The biggest reason to be thankful Congress resisted net neutrality: the scary prospect of Ted Kennedy and Nancy Pelosi trying to stamp out broadband traffic "discrimination." Some of the most vocal neutrality advocates, including Save the Internet campaign organizer Free Press, relentlessly agitate for regulation of other media to fight "corporate interests" and guarantee "fairness." The deeper agenda at work in the net neutrality debate, insufficiently noticed by most commentators, is the Left's zeal to get a hold of the new media, which have given conservative voices powerful outlets, shattering the liberal monopoly over news and opinion outlets -- and regulate those outlets out of existence, so we can all go back to the days when the New York Times and other elite liberal institutions set the agenda. [numerals and bold added]
It's thus not hard to imagine a network neutrality law as the first step toward a Web fairness doctrine, with government trying to micromanage traffic flows to secure "equal treatment" of opposing viewpoints (read: making sure all those noisy right-wingers get put back in their place). European Union advisory bodies have already called for such a rule, potentially forcing all opinion sites viewable in Europe -- from tiny blogs to big news organizations -- to post opposing opinions or face fines. [bold added]The Fairness Doctrine is a lot closer to being brought back -- with a vengeance -- than many of us would care to believe.
The proudly American Superman whose famous slogan inspired this blog is dead. Meet the new, multicultural “international†Superman:
But in the latest film incarnation [of Superman], scribes Michael Dougherty and Dan Harris sought to downplay Superman’s long-standing patriot act. With one brief line uttered by actor Frank Langella, the caped superhero’s mission transformed from “truth, justice and the American way” to “truth, justice and all that stuff.”
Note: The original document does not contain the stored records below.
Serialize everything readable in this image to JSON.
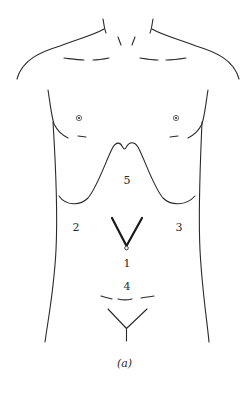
{
  "figure": {
    "caption": "(a)",
    "line_color": "#2a2a2a",
    "background": "#ffffff"
  },
  "regions": [
    {
      "id": "1",
      "label": "1",
      "description": "umbilical region below incision vertex"
    },
    {
      "id": "2",
      "label": "2",
      "description": "right flank"
    },
    {
      "id": "3",
      "label": "3",
      "description": "left flank"
    },
    {
      "id": "4",
      "label": "4",
      "description": "hypogastric region"
    },
    {
      "id": "5",
      "label": "5",
      "description": "epigastric region below costal margin"
    }
  ],
  "marks": {
    "incision": "V-shaped incision converging at umbilicus",
    "pubic": "Y-shaped pubic line",
    "costal_margin": "inverted-W rib margin curve"
  }
}
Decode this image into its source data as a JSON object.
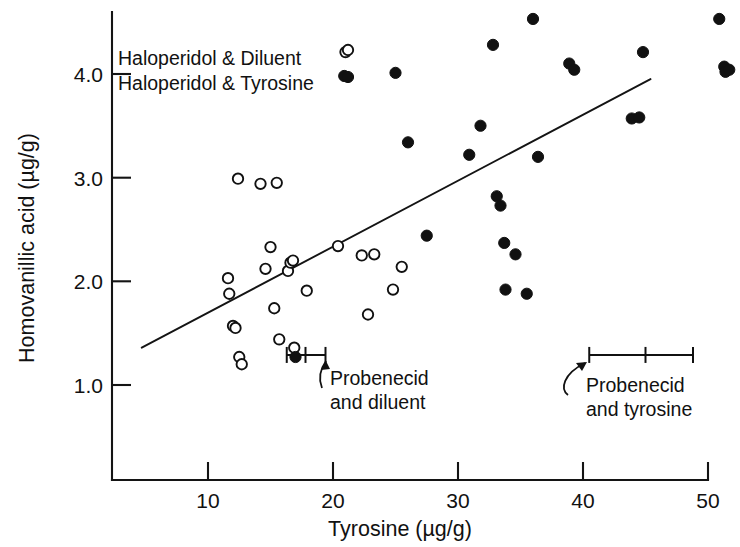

“The world has changed. The world is a different place,” Pennsylvania native Harris says. “The truth is he’s an alien. He was sent from another planet. He has landed on the planet Earth, and he is here for everybody. He’s an international superhero.”
Dougherty and Harris never even considered including “the American way” in their screenplay…they penned their first draft together and intentionally omitted what they considered to be a loaded and antiquated expression……the long-standing member of the Justice League of America seems to have traded in his allegiance to the flag for an international passport. “He’s here for humanity,” Dougherty says.